All across the Iberian peninsula, people have been taking to the streets to show the wide public support that exists for the legal protection of tiny embryos and care for the sick and elderly.
On March 12th, approximately 50,000 people flooded the heart of Madrid for the Marcha Sí a la Vida (‘yes to life’ march), according to media reports.
In Portugal, marches in cities across the country are planned for March 18th.
“Right now, in the centre of Madrid, I see baby carriages, children holding their parents’ hands, and other youngsters running around,” reported José Luis Concejero, editor of COPE, about the recent march.
Some 500 associations participated.
“We want, with this march, to say a strong ‘Yes to life’ because it reminds the world that all life is valuable, unrepeatable, and irretrievable,” the spokesperson for the ‘Yes to Life’ Platform and president of the Spanish Federation of Pro-Life Associations, Alicia Latorre, told COPE.
Laws, she added, “do not determine what is right or wrong.”
Over the last three years, the current government has decriminalised euthanasia, liberalised abortion, and allowed the legal self-determination of gender.
The Spanish marchers gathered under a nine-point manifesto that called for medical care for all and a rejection of “the businesses and ideologies that sustain” laws and practices harmful to human life.
“We want to show the greatness of the culture of life and its fruits, a culture that is generous, welcoming, constructive, joyful, that heals wounds, that does not give up,” the manifesto read.
The large turnout for the march shows that the Iberian pro-life movement is in fact gaining steam.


▶ **What you are asked to do**
All records are to be restated word for word, with pictures excluded.

Material provided Block Start

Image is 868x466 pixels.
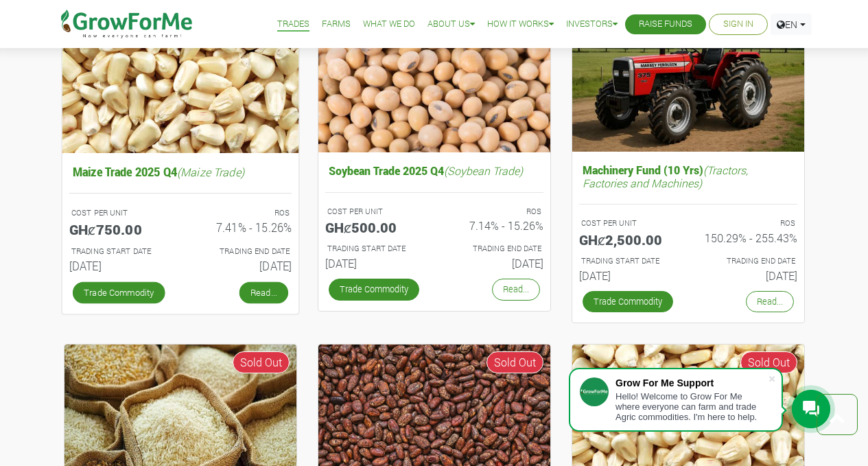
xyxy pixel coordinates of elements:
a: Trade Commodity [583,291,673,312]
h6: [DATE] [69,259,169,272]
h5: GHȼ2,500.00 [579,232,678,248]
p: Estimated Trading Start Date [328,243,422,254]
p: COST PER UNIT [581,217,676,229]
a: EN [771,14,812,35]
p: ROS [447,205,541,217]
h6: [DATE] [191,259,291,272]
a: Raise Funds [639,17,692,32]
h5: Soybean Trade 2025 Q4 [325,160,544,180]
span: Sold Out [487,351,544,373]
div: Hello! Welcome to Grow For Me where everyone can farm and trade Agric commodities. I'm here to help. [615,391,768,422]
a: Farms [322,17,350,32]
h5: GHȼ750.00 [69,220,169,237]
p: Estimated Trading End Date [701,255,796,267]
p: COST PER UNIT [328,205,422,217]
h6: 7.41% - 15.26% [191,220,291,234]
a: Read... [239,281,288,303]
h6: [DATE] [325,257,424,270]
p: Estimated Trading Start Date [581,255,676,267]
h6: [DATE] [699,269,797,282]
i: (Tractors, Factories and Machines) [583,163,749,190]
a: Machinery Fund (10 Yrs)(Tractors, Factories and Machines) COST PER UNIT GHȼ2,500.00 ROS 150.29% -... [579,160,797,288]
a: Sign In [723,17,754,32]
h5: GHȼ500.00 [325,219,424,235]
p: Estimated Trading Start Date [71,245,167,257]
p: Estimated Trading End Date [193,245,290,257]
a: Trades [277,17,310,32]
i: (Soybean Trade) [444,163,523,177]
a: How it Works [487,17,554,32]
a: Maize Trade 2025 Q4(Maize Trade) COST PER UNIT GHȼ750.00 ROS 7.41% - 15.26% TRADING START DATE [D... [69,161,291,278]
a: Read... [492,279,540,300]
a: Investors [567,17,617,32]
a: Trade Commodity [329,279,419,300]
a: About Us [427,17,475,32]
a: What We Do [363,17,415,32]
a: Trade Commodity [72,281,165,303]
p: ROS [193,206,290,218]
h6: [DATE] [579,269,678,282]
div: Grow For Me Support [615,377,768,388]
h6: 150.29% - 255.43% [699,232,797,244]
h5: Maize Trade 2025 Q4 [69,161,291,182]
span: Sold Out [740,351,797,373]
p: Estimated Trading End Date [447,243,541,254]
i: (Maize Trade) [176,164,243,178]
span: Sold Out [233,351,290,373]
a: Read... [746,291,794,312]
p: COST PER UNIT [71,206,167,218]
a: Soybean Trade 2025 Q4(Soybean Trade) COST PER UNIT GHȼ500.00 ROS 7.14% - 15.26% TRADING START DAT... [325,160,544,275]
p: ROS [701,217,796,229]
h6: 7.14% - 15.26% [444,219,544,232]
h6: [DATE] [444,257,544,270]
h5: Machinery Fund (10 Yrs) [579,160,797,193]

Material provided Block End

▶ **Exercise output**
Image is 868x466 pixels.
xyxy pixel coordinates of elements:
a: Trade Commodity [583,291,673,312]
h6: [DATE] [69,259,169,272]
h5: GHȼ2,500.00 [579,232,678,248]
p: Estimated Trading Start Date [328,243,422,254]
p: COST PER UNIT [581,217,676,229]
a: EN [771,14,812,35]
p: ROS [447,205,541,217]
h6: [DATE] [191,259,291,272]
a: Raise Funds [639,17,692,32]
h5: Soybean Trade 2025 Q4 [325,160,544,180]
span: Sold Out [487,351,544,373]
div: Hello! Welcome to Grow For Me where everyone can farm and trade Agric commodities. I'm here to help. [615,391,768,422]
a: Farms [322,17,350,32]
h5: GHȼ750.00 [69,220,169,237]
p: Estimated Trading End Date [701,255,796,267]
p: COST PER UNIT [328,205,422,217]
h6: 7.41% - 15.26% [191,220,291,234]
a: Read... [239,281,288,303]
h6: [DATE] [325,257,424,270]
p: Estimated Trading Start Date [581,255,676,267]
h6: [DATE] [699,269,797,282]
i: (Tractors, Factories and Machines) [583,163,749,190]
a: Machinery Fund (10 Yrs)(Tractors, Factories and Machines) COST PER UNIT GHȼ2,500.00 ROS 150.29% -... [579,160,797,288]
a: Sign In [723,17,754,32]
h5: GHȼ500.00 [325,219,424,235]
p: Estimated Trading Start Date [71,245,167,257]
p: Estimated Trading End Date [193,245,290,257]
a: Trades [277,17,310,32]
i: (Soybean Trade) [444,163,523,177]
a: How it Works [487,17,554,32]
a: Maize Trade 2025 Q4(Maize Trade) COST PER UNIT GHȼ750.00 ROS 7.41% - 15.26% TRADING START DATE [D... [69,161,291,278]
a: Read... [492,279,540,300]
a: Investors [567,17,617,32]
a: Trade Commodity [329,279,419,300]
a: About Us [427,17,475,32]
a: What We Do [363,17,415,32]
a: Trade Commodity [72,281,165,303]
p: ROS [193,206,290,218]
h6: [DATE] [579,269,678,282]
div: Grow For Me Support [615,377,768,388]
h6: 150.29% - 255.43% [699,232,797,244]
h5: Maize Trade 2025 Q4 [69,161,291,182]
span: Sold Out [740,351,797,373]
p: Estimated Trading End Date [447,243,541,254]
i: (Maize Trade) [176,164,243,178]
span: Sold Out [233,351,290,373]
a: Read... [746,291,794,312]
p: COST PER UNIT [71,206,167,218]
a: Soybean Trade 2025 Q4(Soybean Trade) COST PER UNIT GHȼ500.00 ROS 7.14% - 15.26% TRADING START DAT... [325,160,544,275]
p: ROS [701,217,796,229]
h6: 7.14% - 15.26% [444,219,544,232]
h6: [DATE] [444,257,544,270]
h5: Machinery Fund (10 Yrs) [579,160,797,193]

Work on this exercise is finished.